“Ever since I got injured, I’ve had more pride in the uniform and understand that if you get knocked down, you have to get right back up.”
- PO3 Chase Speed
Face of Defense: Wounded Corpsman Returns to Action
By Marine Corps Sgt. James Mercure
Regimental Combat Team 6, 1st Marine Division
FORWARD OPERATING BASE WHITEHOUSE, Afghanistan, April 6, 2012 – Navy Petty Officer Third Class Chase Speed still has the blood-soaked belt he was wearing when an insurgent put a bullet through it last year.
Speed, a native of Orangeburg, S.C., was serving as a corpsman with Charlie Company, 1st Battalion, 8th Marine Regiment, the day his platoon was inserted by helicopter into Jahazi, a small town that was a hotbed for insurgent activity.
“I saw guys watching us from the tree line and from a compound to our southeast. A fire-team element of military-age males went into the same compound so we knew our position was about to get attacked,” Speed said. “Sure enough, we started to take fire from the compound, and our staff sergeant yelled to take cover, and then we began to engage them. As we were bounding to a different compound, I got hit and kept running another 50 meters. I got on the ground facing the enemy and kept firing to protect my guys.”
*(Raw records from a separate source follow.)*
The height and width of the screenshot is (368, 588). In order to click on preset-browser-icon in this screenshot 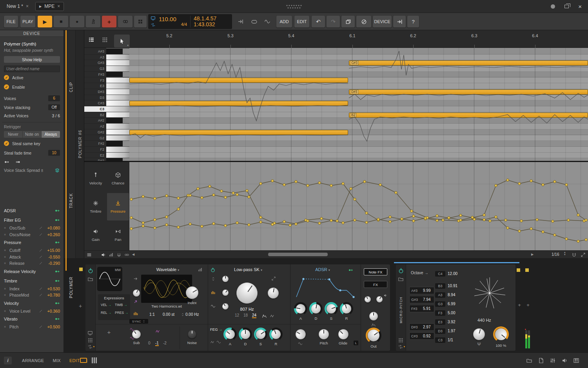, I will do `click(90, 279)`.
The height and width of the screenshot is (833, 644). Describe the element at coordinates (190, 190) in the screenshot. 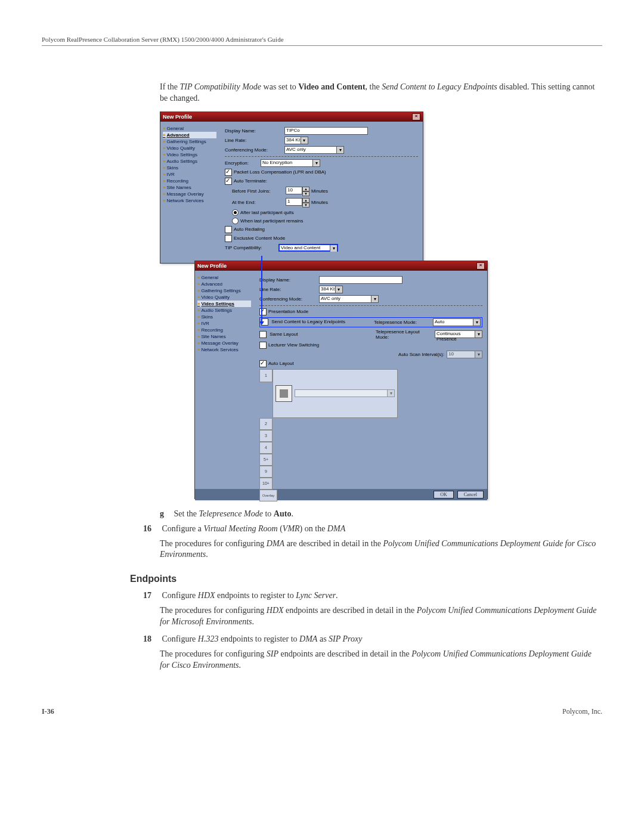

Suffering from a deep laceration in his right hip, while consistently receiving automatic weapons fire from the insurgents, Speed heard his staff sergeant yell, “Corpsman up!”
“I half ran, half limped to the Marine we thought was in trouble,” Speed said. “I checked him out, and he didn’t have any apparent injuries, so we busted into a nearby compound. I told him, ‘I think I got shot in the [butt].’ We both laughed about that in the middle of the firefight.”
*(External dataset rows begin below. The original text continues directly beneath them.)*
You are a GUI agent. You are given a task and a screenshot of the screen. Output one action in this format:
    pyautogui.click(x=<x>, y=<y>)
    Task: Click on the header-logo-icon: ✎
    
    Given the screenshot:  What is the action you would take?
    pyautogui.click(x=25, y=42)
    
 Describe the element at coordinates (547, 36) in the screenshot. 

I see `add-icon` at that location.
Once inside the compound, Speed was able to check his wounds and begin to apply first aid.
“I looked down and saw I had an entrance wound near the base of my spine, and the exit wound was coming out of my right hip,” he said. “Luckily, the bullet cauterized the wound, so there wasn’t as much bleeding as there could have been.”
After the Marines called for a medical evacuation for their ‘Doc,’ his right leg had gone numb. He could no longer walk without help.
“A sergeant had to help me get to the bird as it was coming in. I hadn’t taken any of the meds I was carrying in case my Marines got hurt worse than me,” Speed said. “So I was glad when the crew chief gave me something to dull the pain when I got on the helicopter.”
After several operations and two weeks of recovery at Camp Bastion, ‘Doc’ Speed returned to his unit, which was still engaged in the fight.
“The day he got back he was still smiling and as happy-go-lucky as ever,” said Navy Petty Officer 1st Class Gerald Brant Jr., an independent duty corpsmen who worked with Speed last year and during his current deployment. “It was like getting shot didn’t affect him. He still went on patrols with his Marines and still kept up like nothing happened to him.”
Throughout the whole ordeal, Speed has stayed positive, setting his sights on continuing his career in the Navy.
“Ever since I got injured, I’ve had more pride in the uniform and understand that if you get knocked down, you have to get right back up,” the Purple Heart Medal recipient said. “I get sharp pains every now and then, but it doesn’t slow me down a bit. I still keep up with my guys, and I keep pushing forward no matter what, because my Marines count on me, and I will be there for them.”
Speed is serving as a corpsman with Police Advisor Team 2, 1st Bn., 8th Marines, and he said he plans on becoming a naval officer as a critical care nurse after returning from his current deployment.